Ferguson is just one of so many areas in America where the mostly black poor and near-poor eke out their lives trying desperately not to fail. They are places where joblessness is the mean and education is an also ran. They are places where infant mortality rates are highest in the nation, police profiling, brutality and arrests are ever constant and money is tight, real tight.

A persistent talent drain always marks such places as Ferguson, Missouri. Too many of the black “talented tenth” that do stick around tend to distance themselves from social problems and relocate to “better” areas, but still attend church in the inner city and socialize some.

An interesting phenomena not usually looked at is the growth of churches and/or church membership as hopelessness looms. “Tending to the flock” is paramount in preachers’ minds and, therefore, little, if any, interest is given to organizing the church neighborhood.

The absence of trained civil rights organizers and reluctant church social leadership in conjunction with an ever-fleeing talent pool exacerbates powerlessness in a milieu ripe for positive social change. No force was present in Ferguson, therefore, to focus black people on the ballot box, for example. As a result, whites went to the polls and elected white people.

In the last city election, with white people comprising just 29.3 percent of the city’s population, the city of Ferguson got a white mayor, an almost all-white city council, and a white police chief — and except for three black officers, all other police officers are white. Now the only reason why all of that is relevant is because black people comprise 67.4 percent of Ferguson’s population! (Total voter turnout was about 12 percent.)
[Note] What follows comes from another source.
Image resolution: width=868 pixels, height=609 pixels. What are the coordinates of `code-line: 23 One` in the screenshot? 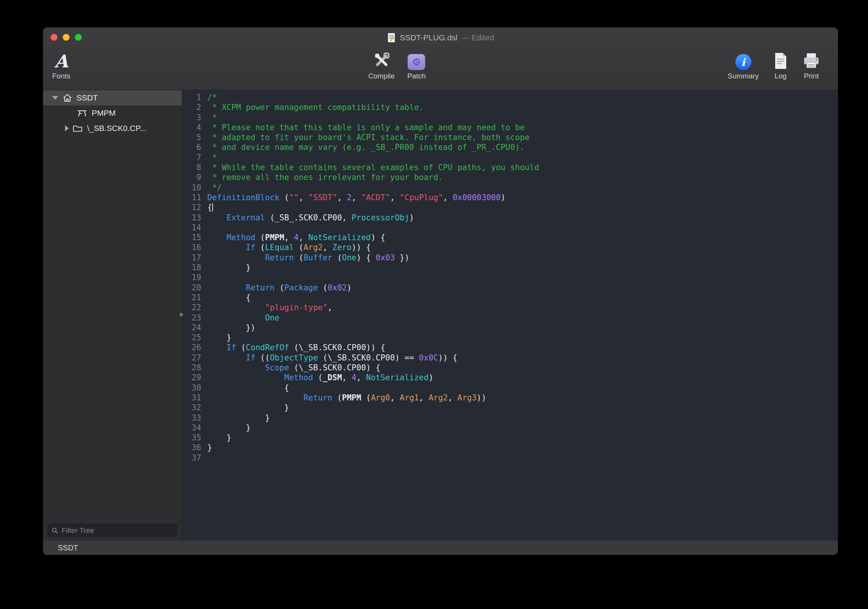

The absence of relevant black leadership is astounding — in Ferguson and throughout black America. Remember Sanford, Florida, the Trayvon Martin killing and the subsequent debacle called justice that left shooter George Zimmerman a free man? There black people swarmed for an arrest and finally Zimmerman went in one police department door and out another. What was black leadership’s strategy?

Black leaders wanted Zimmerman indicted, and they got that. And then black leadership wanted a trial, and that, too, was granted. But from the moment rallies were quickly organized until the trial, during all that time, black leadership conducted no massive voter registration campaign so that the jury pool in Sanford would include more black people. So the final arbiter of a semblance of justice lay fallow.
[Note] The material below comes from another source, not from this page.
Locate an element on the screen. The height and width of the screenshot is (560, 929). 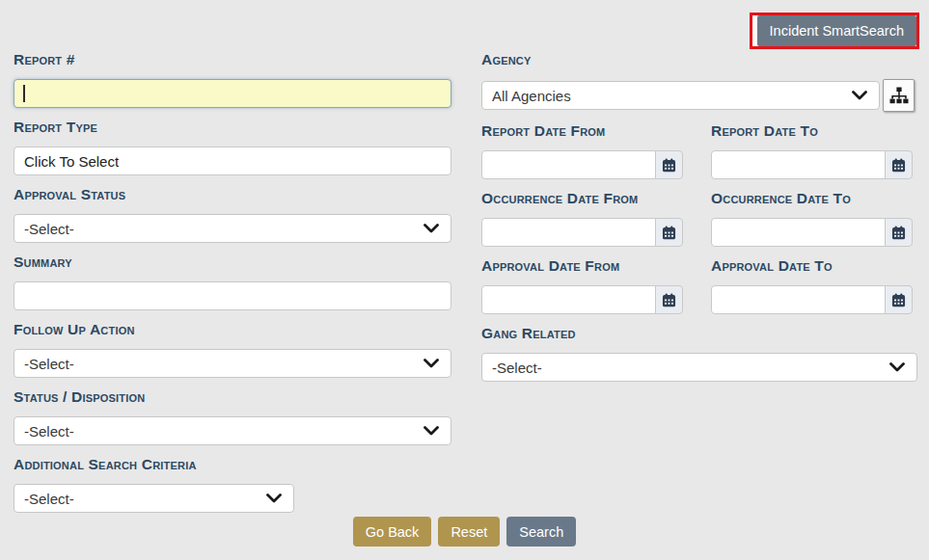
approval-date-from-label: Approval Date From is located at coordinates (583, 266).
August 9th was a hot summer day in Ferguson, Mo., when, according to Dr. Michael Baden, 18 year old Michael Brown was shot at least six times by police officer Darren Wilson. Brown took a fatal shot in the top of his head – the bullet exited from the front. On behalf of the Brown family, Dr. Baden, a former New York City medical examiner, performed an independent autopsy of Michael Brown’s remains. Dr. Baden also said that Brown was not shot at close range.

Michael Brown was unarmed, and according to several key witnesses, held his hands up in the universally respected surrender position. Almost everything else about the Brown killing has come from the vantage point of support for the white shooter, police officer Darren Wilson. So far, the deceased Michael Brown has been portrayed as the villain and the black community of Ferguson, Mo., as villainous.
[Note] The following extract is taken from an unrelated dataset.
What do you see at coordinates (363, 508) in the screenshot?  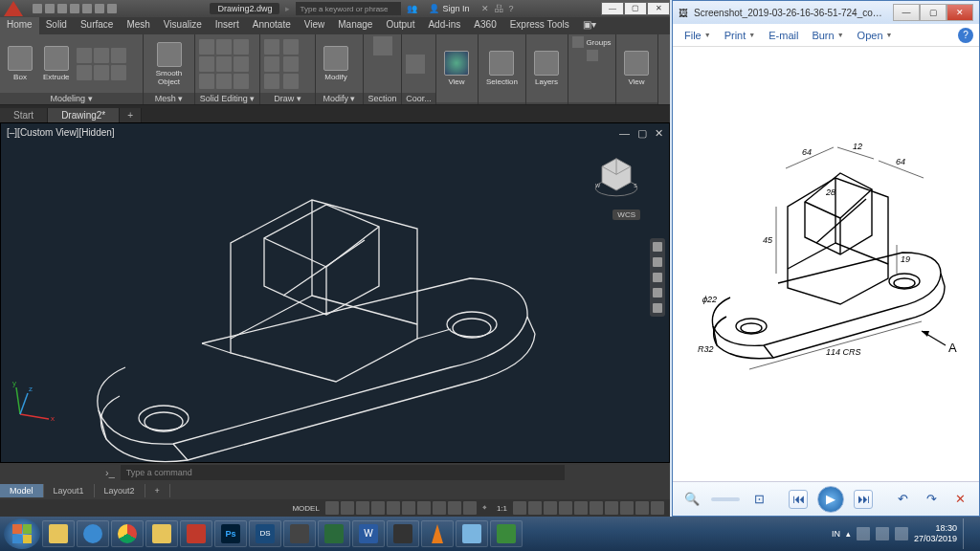 I see `status-ortho-icon` at bounding box center [363, 508].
Whites in Ferguson as well as the rest of St. Louis County and beyond are armed to the teeth, waiting to assist police and National Guard units as a citizen army. Gun shops are enjoying record sales of handguns and assault rifles and lines for shooting lessons are long, some places booked to 2016.

The final phase of the American Revolution cannot be avoided and it may start in Ferguson. If not, it will undoubtedly erupt in some other black community due to white nationalism and its understated fascistic bent.